EXT. Night (Ahmad Abdalla, Egypt/U.A.E.) — Contemporary World Cinema)

 

By Michael Sicinski

Although EXT. Night is not a particularly enjoyable film, credit is certainly due. Few movies are as successful in communicating the protagonist’s point of view to the spectator through structure and form. As you watch, you’ll wonder how Abdalla got you from the opening scenes, which so clearly promise an affable riff on the foibles of filmmaking à la Truffaut’s Day for Night (or for that matter, fellow Egyptian Youssef Chahane’s Silence…We’re Rolling) into an all-night trek with three mismatched characters in highly unpleasant scenarios.

Granted, depending on your cultural outlook, the majority of the film could play like a wacky romp, an Egyptian Preston Sturges folly in which young film director Mo (Karim Kassem) leaves behind his sheltered intellectual bubble and sees how the other half lives. He is chauffeured around the city by Mustafa (Sherief El Desouky), a devout lower-class taxi driver, with fellow passenger, charming young sex worker Toutou (Mona Hala) in tow. What Mo, and the viewer, discovers is that the working classes look at the cultural elite with a mixture of admiration and scorn, that women are hamstrung by the Madonna / Whore dichotomy, and that modern Egypt is largely controlled by a hierarchy of post-Muslim Brotherhood bullies.

Adballa, one of Egypt’s leading contemporary directors (Microphone, Heliopolis), has produced a somewhat self-serving piece of work, in the sense that his on-screen surrogate is the recipient of the majority of the abuse, despite the fact that almost everyone else on the social ladder clearly has a rougher time than he does. At the same time, there’s an eerie familiarity to EXT. Night, since it depicts an Egypt not all that different from the US under Trump. Religious hypocrites and petty martinets relish the chance to lord it over the folks just below them in the pecking order, and no one passes up an opportunity to “own the libs.”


• _WORK REQUEST_
Return all of the entries word for word, but omit the pictures they contain.

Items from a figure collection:
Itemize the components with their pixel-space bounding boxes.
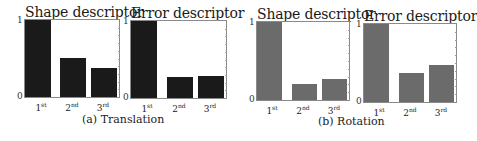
tick-mark bbox=[118, 51, 120, 52]
tick-mark bbox=[348, 69, 350, 70]
rotation-error-ytick-0: 0 bbox=[356, 97, 362, 106]
translation-shape-ytick-0: 0 bbox=[17, 92, 23, 101]
tick-mark bbox=[348, 38, 350, 39]
tick-mark bbox=[225, 67, 227, 68]
caption-rotation: (b) Rotation bbox=[318, 116, 385, 128]
translation-error-bar-2 bbox=[167, 77, 193, 98]
rotation-shape-plot-area bbox=[256, 21, 350, 101]
rotation-shape-bar-1 bbox=[257, 22, 282, 100]
tick-mark bbox=[455, 55, 457, 56]
tick-mark bbox=[225, 90, 227, 91]
translation-shape-plot-area bbox=[24, 19, 120, 98]
translation-error-xlabel-2: 2nd bbox=[164, 101, 194, 114]
tick-mark bbox=[225, 36, 227, 37]
translation-error-plot-area bbox=[130, 20, 227, 99]
rotation-error-xlabel-3: 3rd bbox=[426, 105, 456, 118]
translation-shape-xlabel-1: 1st bbox=[26, 100, 56, 113]
tick-mark bbox=[348, 53, 350, 54]
tick-mark bbox=[348, 92, 350, 93]
tick-mark bbox=[225, 29, 227, 30]
rotation-shape-bar-2 bbox=[292, 84, 317, 100]
rotation-shape-xlabel-2: 2nd bbox=[288, 103, 318, 116]
tick-mark bbox=[348, 84, 350, 85]
rotation-error-bar-1 bbox=[364, 24, 389, 102]
translation-shape-bar-1 bbox=[25, 20, 51, 97]
rotation-error-title: Error descriptor bbox=[364, 9, 477, 23]
tick-mark bbox=[348, 30, 350, 31]
tick-mark bbox=[225, 60, 227, 61]
translation-error-ytick-1: 1 bbox=[123, 17, 129, 26]
translation-error-bar-3 bbox=[198, 76, 224, 98]
tick-mark bbox=[118, 35, 120, 36]
caption-translation: (a) Translation bbox=[82, 114, 164, 126]
tick-mark bbox=[455, 40, 457, 41]
tick-mark bbox=[455, 86, 457, 87]
tick-mark bbox=[455, 63, 457, 64]
tick-mark bbox=[348, 77, 350, 78]
translation-error-title: Error descriptor bbox=[131, 6, 244, 20]
tick-mark bbox=[455, 94, 457, 95]
tick-mark bbox=[118, 59, 120, 60]
tick-mark bbox=[455, 47, 457, 48]
tick-mark bbox=[118, 28, 120, 29]
rotation-error-plot-area bbox=[363, 23, 457, 103]
rotation-shape-xlabel-1: 1st bbox=[257, 103, 287, 116]
translation-shape-ytick-1: 1 bbox=[17, 16, 23, 25]
translation-shape-xlabel-2: 2nd bbox=[57, 100, 87, 113]
translation-error-xlabel-3: 3rd bbox=[195, 101, 225, 114]
rotation-error-ytick-1: 1 bbox=[356, 20, 362, 29]
rotation-shape-bar-3 bbox=[322, 79, 347, 100]
tick-mark bbox=[225, 44, 227, 45]
tick-mark bbox=[455, 71, 457, 72]
translation-shape-bar-3 bbox=[91, 68, 117, 97]
tick-mark bbox=[225, 52, 227, 53]
tick-mark bbox=[348, 45, 350, 46]
rotation-error-bar-2 bbox=[399, 73, 424, 102]
rotation-shape-ytick-1: 1 bbox=[249, 18, 255, 27]
tick-mark bbox=[118, 89, 120, 90]
tick-mark bbox=[455, 32, 457, 33]
translation-shape-bar-2 bbox=[60, 58, 86, 97]
rotation-error-bar-3 bbox=[429, 65, 454, 102]
translation-shape-xlabel-3: 3rd bbox=[88, 100, 118, 113]
tick-mark bbox=[348, 61, 350, 62]
tick-mark bbox=[118, 66, 120, 67]
rotation-shape-ytick-0: 0 bbox=[249, 95, 255, 104]
tick-mark bbox=[118, 43, 120, 44]
tick-mark bbox=[118, 74, 120, 75]
tick-mark bbox=[118, 82, 120, 83]
tick-mark bbox=[225, 75, 227, 76]
translation-error-bar-1 bbox=[131, 21, 157, 98]
rotation-error-xlabel-2: 2nd bbox=[395, 105, 425, 118]
tick-mark bbox=[455, 79, 457, 80]
tick-mark bbox=[225, 83, 227, 84]
translation-error-ytick-0: 0 bbox=[123, 93, 129, 102]
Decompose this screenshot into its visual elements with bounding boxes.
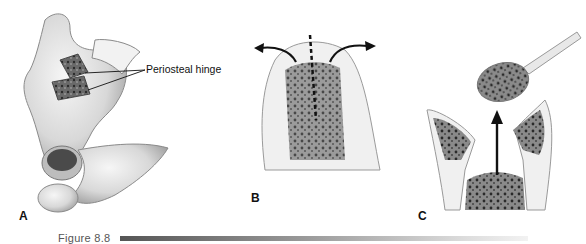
caption-gradient-bar (120, 236, 528, 241)
periosteal-hinge-label: Periosteal hinge (146, 63, 221, 75)
panel-b-illustration (230, 20, 400, 190)
panel-a-illustration (0, 0, 220, 230)
panel-label-c: C (418, 209, 427, 223)
figure-caption: Figure 8.8 (58, 232, 111, 244)
panel-label-a: A (19, 209, 28, 223)
panel-label-b: B (251, 191, 260, 205)
panel-c-illustration (405, 10, 585, 220)
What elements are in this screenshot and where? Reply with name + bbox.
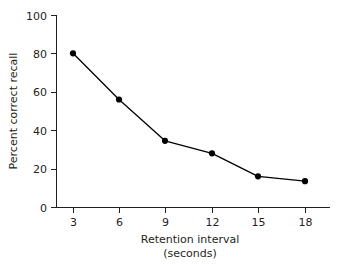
y-tick-label-100: 100 xyxy=(26,10,47,23)
data-point-3 xyxy=(70,50,76,56)
y-tick-label-20: 20 xyxy=(33,163,47,176)
x-tick-label-15: 15 xyxy=(252,216,266,229)
y-tick-label-40: 40 xyxy=(33,125,47,138)
y-tick-label-80: 80 xyxy=(33,48,47,61)
x-tick-label-12: 12 xyxy=(206,216,220,229)
data-point-6 xyxy=(116,96,122,102)
x-axis-title-line1: Retention interval xyxy=(141,233,239,246)
x-tick-label-3: 3 xyxy=(70,216,77,229)
y-axis-ticks xyxy=(51,16,57,208)
x-tick-label-18: 18 xyxy=(299,216,313,229)
x-tick-label-9: 9 xyxy=(162,216,169,229)
x-axis-tick-labels: 3 6 9 12 15 18 xyxy=(70,216,313,229)
data-point-9 xyxy=(162,138,168,144)
y-tick-label-0: 0 xyxy=(40,202,47,215)
y-axis-title: Percent correct recall xyxy=(7,53,20,170)
data-point-15 xyxy=(255,173,261,179)
x-axis-ticks xyxy=(74,208,306,214)
data-markers xyxy=(70,50,308,184)
x-axis-title-line2: (seconds) xyxy=(163,247,217,260)
x-tick-label-6: 6 xyxy=(116,216,123,229)
y-axis-tick-labels: 0 20 40 60 80 100 xyxy=(26,10,47,215)
chart-container: 0 20 40 60 80 100 3 6 9 12 15 18 xyxy=(0,0,339,264)
y-tick-label-60: 60 xyxy=(33,86,47,99)
data-line-percent-correct-recall xyxy=(73,53,305,181)
data-point-18 xyxy=(302,178,308,184)
line-chart: 0 20 40 60 80 100 3 6 9 12 15 18 xyxy=(0,0,339,264)
data-point-12 xyxy=(209,150,215,156)
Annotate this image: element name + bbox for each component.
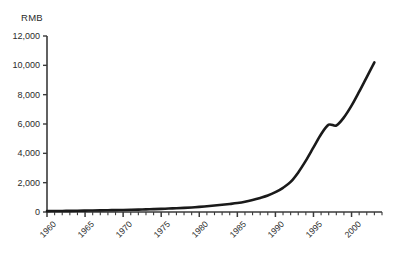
data-series-line: [47, 62, 374, 211]
y-axis-tick-label: 10,000: [0, 60, 40, 70]
y-axis-tick-label: 12,000: [0, 31, 40, 41]
line-chart-plot: [0, 0, 398, 255]
y-axis-tick-label: 2,000: [0, 178, 40, 188]
y-axis-tick-label: 8,000: [0, 90, 40, 100]
y-axis-tick-label: 6,000: [0, 119, 40, 129]
chart-container: RMB 02,0004,0006,0008,00010,00012,000 19…: [0, 0, 398, 255]
y-axis-tick-label: 0: [0, 207, 40, 217]
chart-tick-marks: [43, 36, 382, 217]
y-axis-tick-label: 4,000: [0, 148, 40, 158]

• _EXPECTED ANSWER_
Itemize the components with their pixel-space bounding boxes.
tick-mark bbox=[118, 51, 120, 52]
tick-mark bbox=[348, 69, 350, 70]
rotation-error-ytick-0: 0 bbox=[356, 97, 362, 106]
translation-shape-ytick-0: 0 bbox=[17, 92, 23, 101]
tick-mark bbox=[348, 38, 350, 39]
tick-mark bbox=[225, 67, 227, 68]
caption-rotation: (b) Rotation bbox=[318, 116, 385, 128]
translation-error-bar-2 bbox=[167, 77, 193, 98]
rotation-shape-plot-area bbox=[256, 21, 350, 101]
rotation-shape-bar-1 bbox=[257, 22, 282, 100]
tick-mark bbox=[455, 55, 457, 56]
tick-mark bbox=[225, 90, 227, 91]
translation-shape-plot-area bbox=[24, 19, 120, 98]
translation-error-xlabel-2: 2nd bbox=[164, 101, 194, 114]
tick-mark bbox=[225, 36, 227, 37]
translation-error-plot-area bbox=[130, 20, 227, 99]
rotation-error-xlabel-3: 3rd bbox=[426, 105, 456, 118]
translation-shape-xlabel-1: 1st bbox=[26, 100, 56, 113]
tick-mark bbox=[348, 53, 350, 54]
tick-mark bbox=[348, 92, 350, 93]
tick-mark bbox=[225, 29, 227, 30]
rotation-shape-bar-2 bbox=[292, 84, 317, 100]
rotation-shape-xlabel-2: 2nd bbox=[288, 103, 318, 116]
tick-mark bbox=[348, 84, 350, 85]
rotation-error-bar-1 bbox=[364, 24, 389, 102]
translation-shape-bar-1 bbox=[25, 20, 51, 97]
rotation-error-title: Error descriptor bbox=[364, 9, 477, 23]
tick-mark bbox=[348, 30, 350, 31]
tick-mark bbox=[225, 60, 227, 61]
translation-error-ytick-1: 1 bbox=[123, 17, 129, 26]
translation-error-bar-3 bbox=[198, 76, 224, 98]
tick-mark bbox=[118, 35, 120, 36]
caption-translation: (a) Translation bbox=[82, 114, 164, 126]
tick-mark bbox=[455, 40, 457, 41]
tick-mark bbox=[455, 86, 457, 87]
tick-mark bbox=[455, 63, 457, 64]
tick-mark bbox=[348, 77, 350, 78]
translation-error-title: Error descriptor bbox=[131, 6, 244, 20]
tick-mark bbox=[455, 94, 457, 95]
tick-mark bbox=[118, 59, 120, 60]
tick-mark bbox=[455, 47, 457, 48]
tick-mark bbox=[118, 28, 120, 29]
rotation-error-plot-area bbox=[363, 23, 457, 103]
rotation-shape-xlabel-1: 1st bbox=[257, 103, 287, 116]
translation-shape-ytick-1: 1 bbox=[17, 16, 23, 25]
translation-shape-xlabel-2: 2nd bbox=[57, 100, 87, 113]
translation-error-xlabel-3: 3rd bbox=[195, 101, 225, 114]
rotation-error-ytick-1: 1 bbox=[356, 20, 362, 29]
rotation-shape-bar-3 bbox=[322, 79, 347, 100]
tick-mark bbox=[225, 44, 227, 45]
tick-mark bbox=[455, 71, 457, 72]
translation-shape-bar-3 bbox=[91, 68, 117, 97]
tick-mark bbox=[225, 52, 227, 53]
tick-mark bbox=[348, 45, 350, 46]
rotation-error-bar-2 bbox=[399, 73, 424, 102]
rotation-shape-ytick-1: 1 bbox=[249, 18, 255, 27]
tick-mark bbox=[118, 89, 120, 90]
tick-mark bbox=[455, 32, 457, 33]
translation-shape-bar-2 bbox=[60, 58, 86, 97]
rotation-error-bar-3 bbox=[429, 65, 454, 102]
translation-shape-xlabel-3: 3rd bbox=[88, 100, 118, 113]
tick-mark bbox=[348, 61, 350, 62]
tick-mark bbox=[118, 66, 120, 67]
rotation-shape-ytick-0: 0 bbox=[249, 95, 255, 104]
tick-mark bbox=[118, 43, 120, 44]
tick-mark bbox=[118, 74, 120, 75]
tick-mark bbox=[118, 82, 120, 83]
tick-mark bbox=[225, 75, 227, 76]
translation-error-bar-1 bbox=[131, 21, 157, 98]
rotation-error-xlabel-2: 2nd bbox=[395, 105, 425, 118]
tick-mark bbox=[455, 79, 457, 80]
tick-mark bbox=[225, 83, 227, 84]
translation-error-ytick-0: 0 bbox=[123, 93, 129, 102]
Decompose this screenshot into its visual elements with bounding boxes.
caption-gradient-bar (120, 236, 528, 241)
periosteal-hinge-label: Periosteal hinge (146, 63, 221, 75)
panel-b-illustration (230, 20, 400, 190)
panel-a-illustration (0, 0, 220, 230)
panel-label-c: C (418, 209, 427, 223)
figure-caption: Figure 8.8 (58, 232, 111, 244)
panel-label-a: A (19, 209, 28, 223)
panel-label-b: B (251, 191, 260, 205)
panel-c-illustration (405, 10, 585, 220)
What elements are in this screenshot and where? Reply with name + bbox.
y-tick-label-100: 100 xyxy=(26,10,47,23)
data-point-3 xyxy=(70,50,76,56)
y-tick-label-20: 20 xyxy=(33,163,47,176)
x-tick-label-15: 15 xyxy=(252,216,266,229)
y-tick-label-40: 40 xyxy=(33,125,47,138)
y-tick-label-80: 80 xyxy=(33,48,47,61)
x-tick-label-12: 12 xyxy=(206,216,220,229)
data-point-6 xyxy=(116,96,122,102)
x-axis-title-line1: Retention interval xyxy=(141,233,239,246)
x-tick-label-3: 3 xyxy=(70,216,77,229)
y-axis-ticks xyxy=(51,16,57,208)
x-tick-label-18: 18 xyxy=(299,216,313,229)
x-tick-label-9: 9 xyxy=(162,216,169,229)
x-axis-tick-labels: 3 6 9 12 15 18 xyxy=(70,216,313,229)
data-point-9 xyxy=(162,138,168,144)
y-tick-label-0: 0 xyxy=(40,202,47,215)
y-axis-title: Percent correct recall xyxy=(7,53,20,170)
data-point-15 xyxy=(255,173,261,179)
x-axis-ticks xyxy=(74,208,306,214)
data-markers xyxy=(70,50,308,184)
x-axis-title-line2: (seconds) xyxy=(163,247,217,260)
x-tick-label-6: 6 xyxy=(116,216,123,229)
y-axis-tick-labels: 0 20 40 60 80 100 xyxy=(26,10,47,215)
chart-container: 0 20 40 60 80 100 3 6 9 12 15 18 xyxy=(0,0,339,264)
y-tick-label-60: 60 xyxy=(33,86,47,99)
data-line-percent-correct-recall xyxy=(73,53,305,181)
data-point-18 xyxy=(302,178,308,184)
line-chart: 0 20 40 60 80 100 3 6 9 12 15 18 xyxy=(0,0,339,264)
data-point-12 xyxy=(209,150,215,156)
Annotate this image: element name + bbox for each component.
data-series-line: [47, 62, 374, 211]
y-axis-tick-label: 10,000: [0, 60, 40, 70]
y-axis-tick-label: 12,000: [0, 31, 40, 41]
line-chart-plot: [0, 0, 398, 255]
y-axis-tick-label: 2,000: [0, 178, 40, 188]
y-axis-tick-label: 8,000: [0, 90, 40, 100]
y-axis-tick-label: 6,000: [0, 119, 40, 129]
chart-container: RMB 02,0004,0006,0008,00010,00012,000 19…: [0, 0, 398, 255]
y-axis-tick-label: 0: [0, 207, 40, 217]
chart-tick-marks: [43, 36, 382, 217]
y-axis-tick-label: 4,000: [0, 148, 40, 158]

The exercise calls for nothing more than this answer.